From rankings to funnel plots: the question of accounting for uncertainty when measuring university research performance
Giovanni Abramo, Ciriaco Andrea D'Angelo, Leonardo Grilli

TL;DR
This paper applies funnel plot methodology to assess and visualize uncertainty in Italian universities' research performance, revealing many universities' indicators lack statistical significance for performance differences, raising questions about motivation.
Contribution
It introduces the use of funnel plots for university research performance measurement, accounting for uncertainty at discipline and university levels.
Findings
Most universities' indicators lack significant evidence of performance differences.
Uncertainty visualization can influence institutional motivation.
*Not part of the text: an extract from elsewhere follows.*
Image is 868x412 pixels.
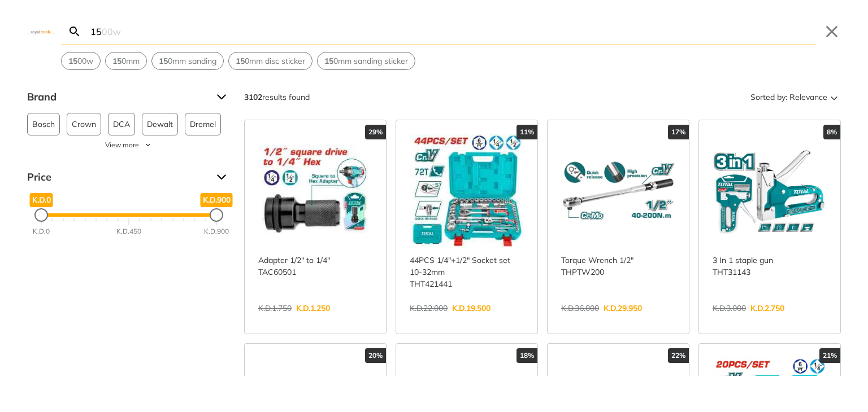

Funnel plots provide a statistically sound method for performance assessment.
Abstract
The work applies the funnel plot methodology to measure and visualize uncertainty in the research performance of Italian universities in the science disciplines. The performance assessment is carried out at both discipline and overall university level. The findings reveal that for most universities the citation-based indicator used gives insufficient statistical evidence to infer that their research productivity is inferior or superior to the average. This general observation is one that we could indeed expect in a higher education system that is essentially non-competitive. The question is whether the introduction of uncertainty in performance reporting, while technically sound, could weaken institutional motivation to work towards continuous improvement.